Introducing Margaux

Margaux cinched the leather chin strap tightly to hear the groan of leather on leather.  She worked her jaw around while snugging the helmet-like Chronicaller onto her head.  If it sat loosely it would get off symmetry.  If it got off symmetry she’d get funky results and a headache.  And she didn’t want a headache.  The Chronicaller looked like a brain might look had it been designed by an artistic god who’d seen a real brain for a moment and then been given a week to come up with a replica.  Now snug, Margaux removed the mouthpiece from it’s perch and situated it between her lips.  She blew lightly to check the resting tune.  With expert fingers she dialed in a finer note and blew again–still lightly.  As a result she unlatched a locked rubber tube along the sagittal and actuated two copper levers: one on the left and one on the right near the base of her skull.  Tendrils of near-blonde red hair stuck out from under the cumbersome headpiece like a bad neighbor’s vines growing under a fence.

She leaned forward to better balance the mass of copper and leather and shell and wood and rubber tubing that made up the Chronicaller.

OK, gonna need to come back to this mess another day.

Day 338

The Definitive Waccho Maquette

Everything about a Waccho appears human expect for their scale and proportions.

Given the same age and maturity a Waccho man extends past his human counterpart by his head and shoulders. While not making him quite as imposing as those arboreal giants of Canituu, the Anori, Wacchos regularly participate socially with humans. Their presense can be quite disconcerting. Waccho women—who are often confused for adolescent males—follow the same pattern of scale and sociability. Most times the women are on par with an adult human man. Some clever traders among their clans use these differences artfully in negotiating deals with our people.

If their height is disconcerting, their proportions are humorous and a bit off putting. From not a great distance, an unmoving Waccho appears human. If there is no other reference—a building or livestock to provide scale—even more so. Then they move.

A local fern-peddler, a man claiming to have hunted wild trens in the Thoon archipelago with the Captain Noag himself (so he should know), described the Waccho gait as an unsuccessful attempt to fall down. A Waccho’s lower limbs—arms and legs—are longer in proportion to their upper limbs than are a human’s.

The differences continue in their faces. A Waccho’s mouth is slender and nearly lipless. While their noses’ parallel our own, the distance between the mouth and the nose exceeds ours. Their eyes favor the edges of their face more than the center and are large and wide. Overall they have a flatter facial structure, that along with the mouth and eyes, reminds one of a startled doe. According to Waccho men their women are quite lovely with more delicate faces, but this author uses their modes of dress to distinguish between the sexes on most occasions.

Word count: 302
Day 204

Brother Gane’s Maquette

Immediately you are struck by the misplacement of the man in the garb. Gane is like a rabbit wearing a hat or a puppy in a shirt. Doable; just not right. But you don’t know what you would change.

From top to bottom he’s Solex Guy. Gane’s dreads are rubbed evenly with alizarin crimson and pleat evenly left and right when he’s at Mass or ride high in a ponytail bound in a tight clasp near his scalp when he’s on the job. His split-sleeved cassock fits smartly. His blue and gold subdermals pulse professionally from the gaps. His cincture is tied expertly in the old style–thank-you brother Chabe. When he walks his boots clip precisely on the stoneways.

Gane’s hres are error free. No one unit tests their prayers as effectively as he. His knowledge of circuits, networking, hymns, and chants is unparalleled. If you had three sons and you wanted the third to be in the clergy you want him to be just like Gane. You just wouldn’t want him to be Gane.

He’s a faker, an impostor, or a liar. Or he’s deluded, confused, or biding his time. Clearly he’s unwilling to be bad at what he’s pretending but he’s not bothered to fully obscure what must be disdain.

Leaving it there. Everything else that I tried fell flat.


WHAT THIS TASK INVOLVES: Below is some data; print it all back exactly.

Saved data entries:
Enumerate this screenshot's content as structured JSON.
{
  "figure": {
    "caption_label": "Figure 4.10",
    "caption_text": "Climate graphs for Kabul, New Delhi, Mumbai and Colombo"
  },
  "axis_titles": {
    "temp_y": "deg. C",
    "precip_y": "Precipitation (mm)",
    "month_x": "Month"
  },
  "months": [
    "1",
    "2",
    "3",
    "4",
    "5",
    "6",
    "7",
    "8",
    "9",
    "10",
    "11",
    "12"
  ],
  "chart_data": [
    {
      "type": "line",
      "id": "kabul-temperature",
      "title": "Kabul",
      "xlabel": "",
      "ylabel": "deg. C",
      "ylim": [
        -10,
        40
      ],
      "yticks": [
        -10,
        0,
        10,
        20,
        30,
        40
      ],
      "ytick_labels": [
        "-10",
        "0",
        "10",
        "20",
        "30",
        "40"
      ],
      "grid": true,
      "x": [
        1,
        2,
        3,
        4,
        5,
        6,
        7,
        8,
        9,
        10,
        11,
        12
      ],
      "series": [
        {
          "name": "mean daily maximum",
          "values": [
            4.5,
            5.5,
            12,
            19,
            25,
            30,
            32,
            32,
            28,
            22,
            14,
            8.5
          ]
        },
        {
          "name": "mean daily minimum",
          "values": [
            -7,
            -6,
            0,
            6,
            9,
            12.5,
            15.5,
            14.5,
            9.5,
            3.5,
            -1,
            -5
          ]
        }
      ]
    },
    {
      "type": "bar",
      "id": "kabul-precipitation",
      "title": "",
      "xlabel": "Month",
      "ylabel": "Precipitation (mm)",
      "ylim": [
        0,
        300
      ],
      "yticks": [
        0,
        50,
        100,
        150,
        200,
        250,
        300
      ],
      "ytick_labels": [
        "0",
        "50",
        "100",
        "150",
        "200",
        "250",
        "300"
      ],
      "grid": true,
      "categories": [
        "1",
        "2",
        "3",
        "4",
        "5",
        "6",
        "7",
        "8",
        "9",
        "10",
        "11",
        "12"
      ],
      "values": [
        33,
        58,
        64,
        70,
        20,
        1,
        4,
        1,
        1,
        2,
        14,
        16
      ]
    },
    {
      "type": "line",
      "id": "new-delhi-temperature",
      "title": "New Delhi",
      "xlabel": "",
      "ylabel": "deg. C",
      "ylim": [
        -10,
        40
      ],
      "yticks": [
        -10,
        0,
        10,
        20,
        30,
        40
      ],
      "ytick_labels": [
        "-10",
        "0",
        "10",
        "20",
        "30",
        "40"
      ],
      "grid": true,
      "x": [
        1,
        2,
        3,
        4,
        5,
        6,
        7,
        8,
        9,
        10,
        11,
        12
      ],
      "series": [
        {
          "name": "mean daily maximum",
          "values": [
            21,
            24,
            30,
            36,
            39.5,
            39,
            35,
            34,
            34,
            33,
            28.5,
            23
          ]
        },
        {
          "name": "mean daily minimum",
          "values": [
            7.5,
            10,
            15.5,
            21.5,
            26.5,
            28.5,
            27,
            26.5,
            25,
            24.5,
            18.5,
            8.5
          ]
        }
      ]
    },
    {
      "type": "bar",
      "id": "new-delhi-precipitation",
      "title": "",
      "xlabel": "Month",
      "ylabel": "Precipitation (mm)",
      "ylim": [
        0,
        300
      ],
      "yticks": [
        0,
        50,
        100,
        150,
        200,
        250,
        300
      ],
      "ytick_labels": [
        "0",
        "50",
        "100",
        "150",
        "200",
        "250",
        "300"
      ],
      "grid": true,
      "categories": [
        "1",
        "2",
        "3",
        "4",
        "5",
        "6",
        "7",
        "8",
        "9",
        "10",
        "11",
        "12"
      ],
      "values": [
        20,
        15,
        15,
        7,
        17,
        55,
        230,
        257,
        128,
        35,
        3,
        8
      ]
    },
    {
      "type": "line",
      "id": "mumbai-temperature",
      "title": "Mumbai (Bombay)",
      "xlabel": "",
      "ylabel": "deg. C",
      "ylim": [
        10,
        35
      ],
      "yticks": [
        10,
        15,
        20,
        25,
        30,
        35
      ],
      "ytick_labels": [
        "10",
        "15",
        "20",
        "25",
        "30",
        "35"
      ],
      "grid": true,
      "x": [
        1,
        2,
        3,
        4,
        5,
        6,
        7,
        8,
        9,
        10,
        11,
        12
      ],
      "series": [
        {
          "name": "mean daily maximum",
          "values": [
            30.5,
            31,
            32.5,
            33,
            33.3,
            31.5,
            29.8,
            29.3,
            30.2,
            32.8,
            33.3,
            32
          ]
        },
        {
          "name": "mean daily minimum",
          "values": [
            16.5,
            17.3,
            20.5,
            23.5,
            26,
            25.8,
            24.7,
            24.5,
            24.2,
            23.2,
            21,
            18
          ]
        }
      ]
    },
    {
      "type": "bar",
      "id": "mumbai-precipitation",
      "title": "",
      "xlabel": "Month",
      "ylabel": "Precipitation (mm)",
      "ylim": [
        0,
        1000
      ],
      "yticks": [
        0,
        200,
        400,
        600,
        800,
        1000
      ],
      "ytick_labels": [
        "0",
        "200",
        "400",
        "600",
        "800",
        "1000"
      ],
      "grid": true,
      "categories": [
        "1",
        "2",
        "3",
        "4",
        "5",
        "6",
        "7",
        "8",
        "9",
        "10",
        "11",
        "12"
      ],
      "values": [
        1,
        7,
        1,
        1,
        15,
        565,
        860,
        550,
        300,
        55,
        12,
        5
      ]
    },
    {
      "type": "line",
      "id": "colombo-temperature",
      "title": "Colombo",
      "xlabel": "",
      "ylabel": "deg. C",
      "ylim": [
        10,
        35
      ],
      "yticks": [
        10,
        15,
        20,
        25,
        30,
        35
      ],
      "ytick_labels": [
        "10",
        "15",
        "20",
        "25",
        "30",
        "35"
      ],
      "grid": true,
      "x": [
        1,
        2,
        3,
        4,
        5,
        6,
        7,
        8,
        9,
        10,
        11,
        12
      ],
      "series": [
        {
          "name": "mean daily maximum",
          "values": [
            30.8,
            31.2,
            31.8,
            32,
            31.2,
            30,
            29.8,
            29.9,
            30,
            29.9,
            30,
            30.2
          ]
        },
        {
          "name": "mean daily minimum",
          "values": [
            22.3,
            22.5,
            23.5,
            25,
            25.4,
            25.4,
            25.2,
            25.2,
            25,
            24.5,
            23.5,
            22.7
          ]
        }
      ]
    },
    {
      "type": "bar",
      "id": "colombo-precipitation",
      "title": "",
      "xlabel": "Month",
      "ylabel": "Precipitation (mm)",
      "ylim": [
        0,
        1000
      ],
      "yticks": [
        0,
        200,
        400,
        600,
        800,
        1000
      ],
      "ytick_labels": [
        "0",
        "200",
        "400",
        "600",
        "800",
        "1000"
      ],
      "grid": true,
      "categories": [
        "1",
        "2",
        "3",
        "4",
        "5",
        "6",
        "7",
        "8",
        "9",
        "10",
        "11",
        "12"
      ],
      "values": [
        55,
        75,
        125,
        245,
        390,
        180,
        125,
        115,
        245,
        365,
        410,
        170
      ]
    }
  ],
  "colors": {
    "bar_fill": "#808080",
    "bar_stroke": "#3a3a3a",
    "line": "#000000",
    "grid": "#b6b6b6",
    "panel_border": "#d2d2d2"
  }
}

SOLUTION:
Enumerate this screenshot's content as structured JSON.
{
  "figure": {
    "caption_label": "Figure 4.10",
    "caption_text": "Climate graphs for Kabul, New Delhi, Mumbai and Colombo"
  },
  "axis_titles": {
    "temp_y": "deg. C",
    "precip_y": "Precipitation (mm)",
    "month_x": "Month"
  },
  "months": [
    "1",
    "2",
    "3",
    "4",
    "5",
    "6",
    "7",
    "8",
    "9",
    "10",
    "11",
    "12"
  ],
  "chart_data": [
    {
      "type": "line",
      "id": "kabul-temperature",
      "title": "Kabul",
      "xlabel": "",
      "ylabel": "deg. C",
      "ylim": [
        -10,
        40
      ],
      "yticks": [
        -10,
        0,
        10,
        20,
        30,
        40
      ],
      "ytick_labels": [
        "-10",
        "0",
        "10",
        "20",
        "30",
        "40"
      ],
      "grid": true,
      "x": [
        1,
        2,
        3,
        4,
        5,
        6,
        7,
        8,
        9,
        10,
        11,
        12
      ],
      "series": [
        {
          "name": "mean daily maximum",
          "values": [
            4.5,
            5.5,
            12,
            19,
            25,
            30,
            32,
            32,
            28,
            22,
            14,
            8.5
          ]
        },
        {
          "name": "mean daily minimum",
          "values": [
            -7,
            -6,
            0,
            6,
            9,
            12.5,
            15.5,
            14.5,
            9.5,
            3.5,
            -1,
            -5
          ]
        }
      ]
    },
    {
      "type": "bar",
      "id": "kabul-precipitation",
      "title": "",
      "xlabel": "Month",
      "ylabel": "Precipitation (mm)",
      "ylim": [
        0,
        300
      ],
      "yticks": [
        0,
        50,
        100,
        150,
        200,
        250,
        300
      ],
      "ytick_labels": [
        "0",
        "50",
        "100",
        "150",
        "200",
        "250",
        "300"
      ],
      "grid": true,
      "categories": [
        "1",
        "2",
        "3",
        "4",
        "5",
        "6",
        "7",
        "8",
        "9",
        "10",
        "11",
        "12"
      ],
      "values": [
        33,
        58,
        64,
        70,
        20,
        1,
        4,
        1,
        1,
        2,
        14,
        16
      ]
    },
    {
      "type": "line",
      "id": "new-delhi-temperature",
      "title": "New Delhi",
      "xlabel": "",
      "ylabel": "deg. C",
      "ylim": [
        -10,
        40
      ],
      "yticks": [
        -10,
        0,
        10,
        20,
        30,
        40
      ],
      "ytick_labels": [
        "-10",
        "0",
        "10",
        "20",
        "30",
        "40"
      ],
      "grid": true,
      "x": [
        1,
        2,
        3,
        4,
        5,
        6,
        7,
        8,
        9,
        10,
        11,
        12
      ],
      "series": [
        {
          "name": "mean daily maximum",
          "values": [
            21,
            24,
            30,
            36,
            39.5,
            39,
            35,
            34,
            34,
            33,
            28.5,
            23
          ]
        },
        {
          "name": "mean daily minimum",
          "values": [
            7.5,
            10,
            15.5,
            21.5,
            26.5,
            28.5,
            27,
            26.5,
            25,
            24.5,
            18.5,
            8.5
          ]
        }
      ]
    },
    {
      "type": "bar",
      "id": "new-delhi-precipitation",
      "title": "",
      "xlabel": "Month",
      "ylabel": "Precipitation (mm)",
      "ylim": [
        0,
        300
      ],
      "yticks": [
        0,
        50,
        100,
        150,
        200,
        250,
        300
      ],
      "ytick_labels": [
        "0",
        "50",
        "100",
        "150",
        "200",
        "250",
        "300"
      ],
      "grid": true,
      "categories": [
        "1",
        "2",
        "3",
        "4",
        "5",
        "6",
        "7",
        "8",
        "9",
        "10",
        "11",
        "12"
      ],
      "values": [
        20,
        15,
        15,
        7,
        17,
        55,
        230,
        257,
        128,
        35,
        3,
        8
      ]
    },
    {
      "type": "line",
      "id": "mumbai-temperature",
      "title": "Mumbai (Bombay)",
      "xlabel": "",
      "ylabel": "deg. C",
      "ylim": [
        10,
        35
      ],
      "yticks": [
        10,
        15,
        20,
        25,
        30,
        35
      ],
      "ytick_labels": [
        "10",
        "15",
        "20",
        "25",
        "30",
        "35"
      ],
      "grid": true,
      "x": [
        1,
        2,
        3,
        4,
        5,
        6,
        7,
        8,
        9,
        10,
        11,
        12
      ],
      "series": [
        {
          "name": "mean daily maximum",
          "values": [
            30.5,
            31,
            32.5,
            33,
            33.3,
            31.5,
            29.8,
            29.3,
            30.2,
            32.8,
            33.3,
            32
          ]
        },
        {
          "name": "mean daily minimum",
          "values": [
            16.5,
            17.3,
            20.5,
            23.5,
            26,
            25.8,
            24.7,
            24.5,
            24.2,
            23.2,
            21,
            18
          ]
        }
      ]
    },
    {
      "type": "bar",
      "id": "mumbai-precipitation",
      "title": "",
      "xlabel": "Month",
      "ylabel": "Precipitation (mm)",
      "ylim": [
        0,
        1000
      ],
      "yticks": [
        0,
        200,
        400,
        600,
        800,
        1000
      ],
      "ytick_labels": [
        "0",
        "200",
        "400",
        "600",
        "800",
        "1000"
      ],
      "grid": true,
      "categories": [
        "1",
        "2",
        "3",
        "4",
        "5",
        "6",
        "7",
        "8",
        "9",
        "10",
        "11",
        "12"
      ],
      "values": [
        1,
        7,
        1,
        1,
        15,
        565,
        860,
        550,
        300,
        55,
        12,
        5
      ]
    },
    {
      "type": "line",
      "id": "colombo-temperature",
      "title": "Colombo",
      "xlabel": "",
      "ylabel": "deg. C",
      "ylim": [
        10,
        35
      ],
      "yticks": [
        10,
        15,
        20,
        25,
        30,
        35
      ],
      "ytick_labels": [
        "10",
        "15",
        "20",
        "25",
        "30",
        "35"
      ],
      "grid": true,
      "x": [
        1,
        2,
        3,
        4,
        5,
        6,
        7,
        8,
        9,
        10,
        11,
        12
      ],
      "series": [
        {
          "name": "mean daily maximum",
          "values": [
            30.8,
            31.2,
            31.8,
            32,
            31.2,
            30,
            29.8,
            29.9,
            30,
            29.9,
            30,
            30.2
          ]
        },
        {
          "name": "mean daily minimum",
          "values": [
            22.3,
            22.5,
            23.5,
            25,
            25.4,
            25.4,
            25.2,
            25.2,
            25,
            24.5,
            23.5,
            22.7
          ]
        }
      ]
    },
    {
      "type": "bar",
      "id": "colombo-precipitation",
      "title": "",
      "xlabel": "Month",
      "ylabel": "Precipitation (mm)",
      "ylim": [
        0,
        1000
      ],
      "yticks": [
        0,
        200,
        400,
        600,
        800,
        1000
      ],
      "ytick_labels": [
        "0",
        "200",
        "400",
        "600",
        "800",
        "1000"
      ],
      "grid": true,
      "categories": [
        "1",
        "2",
        "3",
        "4",
        "5",
        "6",
        "7",
        "8",
        "9",
        "10",
        "11",
        "12"
      ],
      "values": [
        55,
        75,
        125,
        245,
        390,
        180,
        125,
        115,
        245,
        365,
        410,
        170
      ]
    }
  ],
  "colors": {
    "bar_fill": "#808080",
    "bar_stroke": "#3a3a3a",
    "line": "#000000",
    "grid": "#b6b6b6",
    "panel_border": "#d2d2d2"
  }
}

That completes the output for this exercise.